MS Moves R&D To Canada Due To Immigration Problem
telso writes "Microsoft will be opening a new software development center in Vancouver because of difficulties getting workers into the US. The company said the center will 'allow the company to continue to recruit and retain highly skilled people affected by the immigration issues in the US' It seems possible that shrinking immigration quotas have affected America's tax and knowledge base."
(And I hate that phrase.)
There is no shortage of programmers or software engineers in the U.S.; there is a shortage of people who are interested in being paid next to nothing.
I read this as Microsoft does not want to take the time, money or effort to get people cleared by Homeland Security. So they can get people from Indian and China to work with temporay visas in canada easier.
The company said the centre will 'allow the company to continue to recruit and retain highly skilled people affected by the immigration issues in the U.S.'
Translation: We don't want to pay American employees what they're worth, so we're going somewhere else.
It's their right to do so, but....
I was on a congressionally funded study of some specialized skills of which the government believed there was a shortage. We had a distinguished economist on the committee and his first comment was, "There is no shortage. Employers (the government, in this case) always perceive a shortage because they want to pay their employees less."
There are more than enough qualified engineers in the US to work for the tech firms. They're just not willing to compete on the salaries. When Bill Gates says, "we need more visas for the best and the brightest,' he means he wants to pay less for talent.
The question is. . . Will the Canadians put up with it?
Or will they insist that Microsoft hire qualified Canadian programmers first (as the US gubermint refuses to do)?
Ask yourself, why are they moving to Canada and not India/China if low wages is all they are after?
Could they be moving to Canada because:
-it has a very similar social, economic, and political environment to the US which makes it good for business
-Canada has 'open borders' for highly skilled and educated foreigners (yes, even Americans)
-Canada has very strong labor laws protecting the immigrants: they have the same rights as the natives, can switch employers, won't be deported (in fact, "ratting out" a bad employer can them a permanent visa, as happened to a bunch of welders recently)
-Canada believes in cultivating the best and the brightest, no matter where they were born
Face it, Canada is a mini-US, but with a more reasonable immigration policy. Canada is now the fastest growing economy in the entire G8 (the only one at over 3%), the Canadian dollar, the GDP, and the worker wealth.
Obama likes poor people so much, he wants to make more of them.
Let me see if I've got this straight:
Your saying that Microsoft can't find employees because they don't pay enough because salaries are being held artificially low because of the flood of new employees from other countries.
Something not quite right about that argument. Seems to me that if the programming field was being flooded with immigrants, Microsoft would not have trouble finding employees.
On most subjects Slashdot seems to largely adhere to the open competitive markets are efficient markets theory. Except when it comes to this subject, which is repeatedly posted as news every few weeks.
The fact is whether you are buying a toaster, calling support or getting a job its increasingly a global economy. One way or another you are competing with people from India, China and Canada.
Microsoft going to Canada to hire people can only be attributed to one thing. They feel they get a better deal there. And before we call them greedy or evil, we should consider that most of us do the same thing when buying a toaster, we look for the best quality at the lowest price.
The fact that the USA is a less attractive than Canada as a place to hire foreign workers won't be a surprise to many foreign workers who have worked in the USA. The procedures for foreign workers in USA are complex, slow and characterized by hostility from immigration officials at every stage. (I left USA after my H1B visa was extended for the last time and green card procedures were too expensive, restrictive and lengthy for my taste (I would point out that my time in USA was otherwise excellent and I love the place, the people and the culture)).
In today's world, the only sustainable way to increase your earnings is to make yourself more valuable. If you are asking Microsoft to pay you more than another similarly skilled candidate based on geography or nationality then you are just asking them to subsidize you.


### WHAT TO WORK ON
Among the records below, find the lines that contain "done" and copy each of them.

#### INPUT DATA

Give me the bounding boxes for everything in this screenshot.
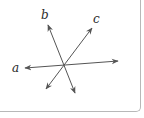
line-b-label: b xyxy=(41,8,49,22)
line-b: b xyxy=(41,8,75,93)
line-c: c xyxy=(46,12,100,89)
intersecting-lines-diagram: a b c xyxy=(0,0,144,118)
line-a-label: a xyxy=(12,61,19,75)
line-c-label: c xyxy=(93,12,100,26)
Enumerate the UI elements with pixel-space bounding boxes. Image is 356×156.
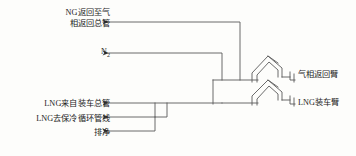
label-ng-return-line1: NG返回至气 (66, 8, 110, 17)
lng-cooling-branch-pipe (109, 103, 167, 117)
ng-return-pipe (109, 22, 240, 80)
label-gas-return-arm: 气相返回臂 (298, 70, 339, 81)
label-ng-return: NG返回至气 相返回总管 (66, 8, 110, 29)
drain-branch-pipe (109, 117, 155, 131)
gas-return-arm-outline-inner (257, 62, 278, 82)
label-ng-return-line2: 相返回总管 (66, 19, 110, 30)
nitrogen-supply-pipe (109, 53, 222, 80)
label-nitrogen: N2 (101, 47, 110, 58)
label-lng-from-loading-main: LNG来自装车总管 (44, 99, 110, 110)
lng-loading-arm-outline-outer (252, 80, 282, 105)
label-lng-to-cooling-line: LNG去保冷循环管线 (36, 114, 110, 125)
lng-loading-arm-outline-inner (257, 86, 278, 105)
label-nitrogen-subscript: 2 (107, 52, 110, 58)
lng-loading-diagram: NG返回至气 相返回总管 N2 LNG来自装车总管 LNG去保冷循环管线 排净 … (0, 0, 356, 156)
label-drain: 排净 (94, 128, 110, 139)
label-lng-loading-arm: LNG装车臂 (298, 98, 339, 109)
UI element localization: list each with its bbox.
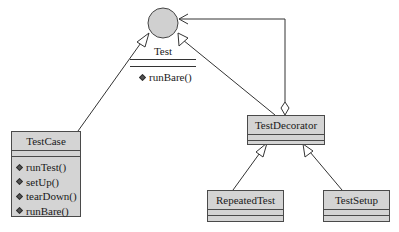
test-interface-name: Test <box>131 45 195 57</box>
method-diamond-icon <box>16 207 23 214</box>
repeatedtest-to-testdecorator-edge <box>233 150 262 190</box>
method-label: runBare() <box>26 204 69 219</box>
test-interface-method: runBare() <box>140 71 192 83</box>
class-testdecorator: TestDecorator <box>247 115 325 145</box>
test-interface-divider <box>130 59 196 60</box>
method-item: tearDown() <box>16 189 80 204</box>
class-name: RepeatedTest <box>208 191 283 210</box>
method-diamond-icon <box>16 164 23 171</box>
class-name: TestDecorator <box>248 116 324 135</box>
aggregation-edge <box>179 19 285 102</box>
testdecorator-to-test-edge <box>183 40 275 115</box>
method-diamond-icon <box>139 73 146 80</box>
method-item: runTest() <box>16 160 80 175</box>
method-item: setUp() <box>16 175 80 190</box>
method-diamond-icon <box>16 193 23 200</box>
class-testcase: TestCase runTest() setUp() tearDown() ru… <box>11 131 81 217</box>
method-diamond-icon <box>16 178 23 185</box>
class-name: TestSetup <box>324 191 389 210</box>
method-label: runTest() <box>26 160 66 175</box>
test-interface-circle <box>148 8 178 38</box>
class-repeatedtest: RepeatedTest <box>207 190 284 222</box>
method-label: setUp() <box>26 175 59 190</box>
methods-compartment: runTest() setUp() tearDown() runBare() <box>12 157 80 218</box>
class-name: TestCase <box>12 132 80 151</box>
methods-compartment <box>248 141 324 146</box>
aggregation-diamond-icon <box>281 102 289 115</box>
testsetup-to-testdecorator-edge <box>310 152 342 190</box>
method-label: tearDown() <box>26 189 77 204</box>
method-item: runBare() <box>16 204 80 219</box>
methods-compartment <box>208 216 283 221</box>
class-testsetup: TestSetup <box>323 190 390 222</box>
method-label: runBare() <box>149 71 192 83</box>
methods-compartment <box>324 216 389 221</box>
test-interface-divider <box>130 66 196 67</box>
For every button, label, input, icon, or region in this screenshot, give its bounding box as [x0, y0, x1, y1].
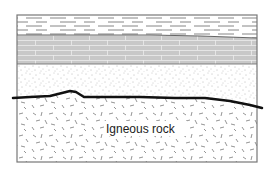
- geologic-cross-section-diagram: Igneous rock: [0, 0, 276, 174]
- limestone-layer: [17, 35, 257, 64]
- igneous-rock-label: Igneous rock: [106, 122, 176, 136]
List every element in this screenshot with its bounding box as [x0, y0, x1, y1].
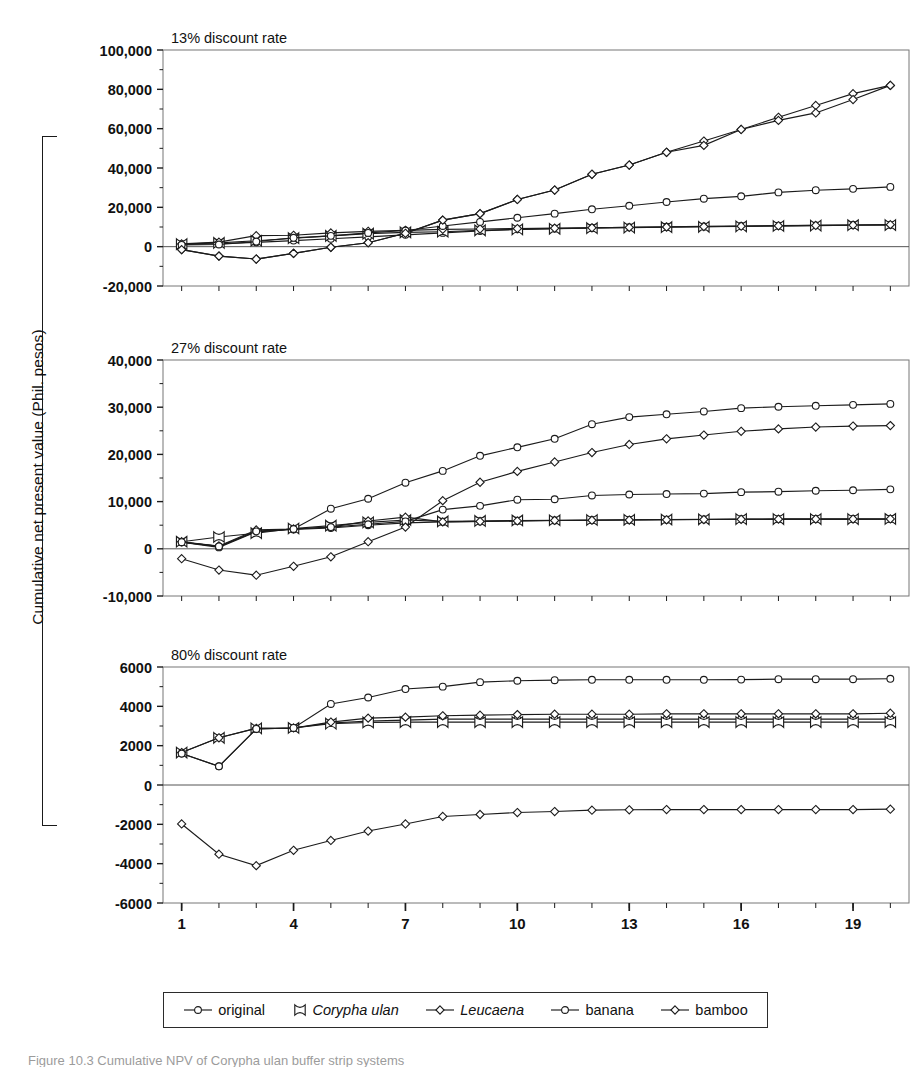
data-point-diamond-marker: [436, 1006, 444, 1014]
data-point-diamond-marker: [551, 186, 559, 194]
data-point-circle-marker: [216, 241, 223, 248]
plot-panel-13: -20,000020,00040,00060,00080,000100,000: [0, 28, 919, 328]
legend-item-corypha-ulan[interactable]: Corypha ulan: [292, 1002, 399, 1018]
figure-caption: Figure 10.3 Cumulative NPV of Corypha ul…: [28, 1053, 908, 1067]
data-point-circle-marker: [195, 1007, 202, 1014]
y-axis-tick-label: -4000: [115, 856, 152, 872]
y-axis-tick-label: 4000: [120, 699, 152, 715]
data-point-diamond-marker: [700, 805, 708, 813]
data-point-diamond-marker: [401, 820, 409, 828]
data-point-circle-marker: [589, 676, 596, 683]
data-point-diamond-marker: [289, 562, 297, 570]
data-point-diamond-marker: [625, 806, 633, 814]
data-point-diamond-marker: [588, 448, 596, 456]
legend-marker-diamond-icon: [660, 1003, 690, 1017]
data-point-circle-marker: [402, 479, 409, 486]
series-leucaena: [178, 709, 895, 757]
plot-frame: [163, 50, 909, 286]
data-point-circle-marker: [738, 489, 745, 496]
data-point-circle-marker: [290, 725, 297, 732]
data-point-circle-marker: [850, 676, 857, 683]
data-point-diamond-marker: [588, 170, 596, 178]
y-axis-tick-label: 40,000: [108, 353, 152, 369]
legend-item-leucaena[interactable]: Leucaena: [425, 1002, 524, 1018]
series-bamboo: [178, 805, 895, 870]
y-axis-tick-label: 20,000: [108, 447, 152, 463]
chart-panel-27-percent: 27% discount rate -10,000010,00020,00030…: [0, 338, 919, 638]
data-point-diamond-marker: [588, 806, 596, 814]
data-point-circle-marker: [290, 234, 297, 241]
chart-legend: originalCorypha ulanLeucaenabananabamboo: [163, 992, 768, 1028]
data-point-circle-marker: [812, 487, 819, 494]
data-point-circle-marker: [514, 444, 521, 451]
x-axis-tick-label: 13: [609, 915, 649, 932]
data-point-diamond-marker: [886, 805, 894, 813]
y-axis-tick-label: -20,000: [103, 279, 152, 295]
series-banana-upper: [178, 400, 893, 549]
data-point-circle-marker: [700, 676, 707, 683]
data-point-circle-marker: [327, 232, 334, 239]
data-point-diamond-marker: [327, 243, 335, 251]
data-point-diamond-marker: [252, 571, 260, 579]
data-point-circle-marker: [589, 206, 596, 213]
data-point-diamond-marker: [774, 425, 782, 433]
data-point-circle-marker: [626, 414, 633, 421]
data-point-circle-marker: [663, 676, 670, 683]
data-point-diamond-marker: [625, 440, 633, 448]
data-point-circle-marker: [290, 526, 297, 533]
data-point-circle-marker: [365, 521, 372, 528]
data-point-circle-marker: [663, 199, 670, 206]
data-point-diamond-marker: [327, 553, 335, 561]
data-point-circle-marker: [551, 677, 558, 684]
series-original: [178, 716, 893, 770]
data-point-diamond-marker: [476, 810, 484, 818]
data-point-circle-marker: [327, 524, 334, 531]
data-point-diamond-marker: [476, 478, 484, 486]
data-point-circle-marker: [216, 543, 223, 550]
data-point-diamond-marker: [513, 808, 521, 816]
y-axis-tick-label: 0: [144, 239, 152, 255]
data-point-circle-marker: [562, 1007, 569, 1014]
data-point-circle-marker: [477, 679, 484, 686]
data-point-circle-marker: [477, 502, 484, 509]
x-axis-tick-label: 16: [721, 915, 761, 932]
data-point-circle-marker: [775, 403, 782, 410]
data-point-diamond-marker: [886, 709, 894, 717]
data-point-circle-marker: [775, 189, 782, 196]
data-point-diamond-marker: [849, 422, 857, 430]
data-point-diamond-marker: [513, 195, 521, 203]
legend-marker-circle-icon: [550, 1003, 580, 1017]
y-axis-tick-label: -2000: [115, 817, 152, 833]
y-axis-tick-label: 100,000: [100, 43, 152, 59]
data-point-diamond-marker: [215, 252, 223, 260]
data-point-diamond-marker: [662, 435, 670, 443]
data-point-diamond-marker: [252, 862, 260, 870]
data-point-circle-marker: [514, 677, 521, 684]
legend-item-original[interactable]: original: [183, 1002, 265, 1018]
y-axis-tick-label: 60,000: [108, 121, 152, 137]
data-point-circle-marker: [700, 195, 707, 202]
y-axis-tick-label: -10,000: [103, 589, 152, 605]
data-point-circle-marker: [514, 214, 521, 221]
legend-item-bamboo[interactable]: bamboo: [660, 1002, 747, 1018]
data-point-circle-marker: [178, 539, 185, 546]
data-point-circle-marker: [365, 694, 372, 701]
x-axis-tick-label: 4: [274, 915, 314, 932]
data-point-circle-marker: [775, 488, 782, 495]
data-point-circle-marker: [738, 676, 745, 683]
data-point-circle-marker: [812, 402, 819, 409]
data-point-circle-marker: [887, 675, 894, 682]
data-point-circle-marker: [626, 491, 633, 498]
data-point-diamond-marker: [812, 805, 820, 813]
data-point-diamond-marker: [513, 467, 521, 475]
plot-frame: [163, 360, 909, 596]
y-axis-tick-label: 0: [144, 778, 152, 794]
legend-item-banana[interactable]: banana: [550, 1002, 633, 1018]
series-leucaena: [178, 513, 895, 550]
figure-container: Cumulative net present value (Phil. peso…: [0, 0, 919, 1067]
data-point-circle-marker: [812, 676, 819, 683]
data-point-circle-marker: [551, 496, 558, 503]
legend-marker-circle-icon: [183, 1003, 213, 1017]
data-point-circle-marker: [253, 528, 260, 535]
data-point-diamond-marker: [289, 249, 297, 257]
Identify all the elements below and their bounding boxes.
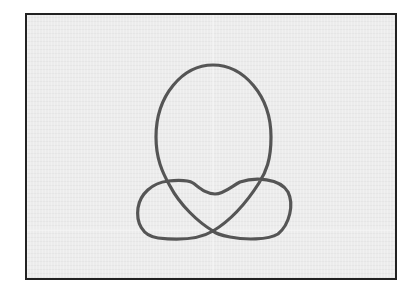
- knot-curve: [138, 65, 291, 239]
- curve-diagram: [0, 0, 407, 289]
- figure-canvas: [0, 0, 407, 289]
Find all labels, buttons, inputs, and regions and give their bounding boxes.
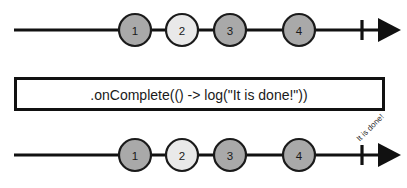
marble-label: 4 bbox=[296, 25, 303, 37]
operator-box[interactable]: .onComplete(() -> log("It is done!")) bbox=[16, 79, 384, 110]
marble-item[interactable]: 4 bbox=[283, 14, 315, 46]
marble-label: 3 bbox=[227, 25, 233, 37]
source-timeline: 1 2 3 4 bbox=[14, 14, 401, 46]
marble-item[interactable]: 4 bbox=[283, 139, 315, 171]
arrow-head-icon bbox=[378, 18, 401, 42]
marble-label: 4 bbox=[296, 150, 303, 162]
marble-item[interactable]: 2 bbox=[166, 14, 198, 46]
marble-label: 1 bbox=[132, 25, 138, 37]
marble-item[interactable]: 1 bbox=[119, 139, 151, 171]
marble-item[interactable]: 3 bbox=[214, 14, 246, 46]
marble-item[interactable]: 1 bbox=[119, 14, 151, 46]
result-timeline: 1 2 3 4 It is done! bbox=[14, 112, 401, 171]
marble-item[interactable]: 3 bbox=[214, 139, 246, 171]
marble-label: 2 bbox=[179, 25, 185, 37]
arrow-head-icon bbox=[378, 143, 401, 167]
operator-box-label: .onComplete(() -> log("It is done!")) bbox=[90, 87, 307, 103]
marble-label: 3 bbox=[227, 150, 233, 162]
marble-label: 2 bbox=[179, 150, 185, 162]
marble-item[interactable]: 2 bbox=[166, 139, 198, 171]
marble-diagram: 1 2 3 4 .onComplete(() -> log("It is don… bbox=[0, 0, 407, 188]
completion-note-label: It is done! bbox=[355, 112, 386, 143]
marble-label: 1 bbox=[132, 150, 138, 162]
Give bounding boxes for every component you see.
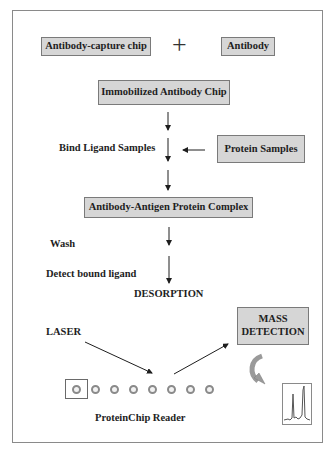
curved-arrow-icon (252, 356, 265, 384)
diagram-arrows (0, 0, 334, 455)
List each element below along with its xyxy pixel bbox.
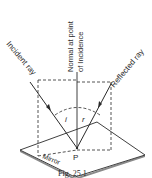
label-angle-i: i bbox=[65, 115, 67, 124]
label-normal-line1: Normal at point bbox=[66, 20, 75, 72]
point-of-incidence bbox=[76, 147, 78, 149]
reflection-diagram: Incident ray Normal at point of Incidenc… bbox=[0, 0, 152, 178]
label-incident-ray: Incident ray bbox=[4, 40, 37, 77]
figure-caption: Fig. 25.1 bbox=[58, 169, 87, 178]
label-normal-line2: of Incidence bbox=[76, 32, 85, 72]
angle-arc bbox=[55, 108, 100, 116]
label-point-p: P bbox=[73, 153, 78, 162]
label-angle-r: r bbox=[82, 115, 85, 124]
label-reflected-ray: Reflected ray bbox=[109, 47, 146, 89]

########

### OUTPUT FOR THIS TASK
operator-box[interactable]: .onComplete(() -> log("It is done!")) bbox=[16, 79, 384, 110]
result-timeline: 1 2 3 4 It is done! bbox=[14, 112, 401, 171]
operator-box-label: .onComplete(() -> log("It is done!")) bbox=[90, 87, 307, 103]
completion-note-label: It is done! bbox=[355, 112, 386, 143]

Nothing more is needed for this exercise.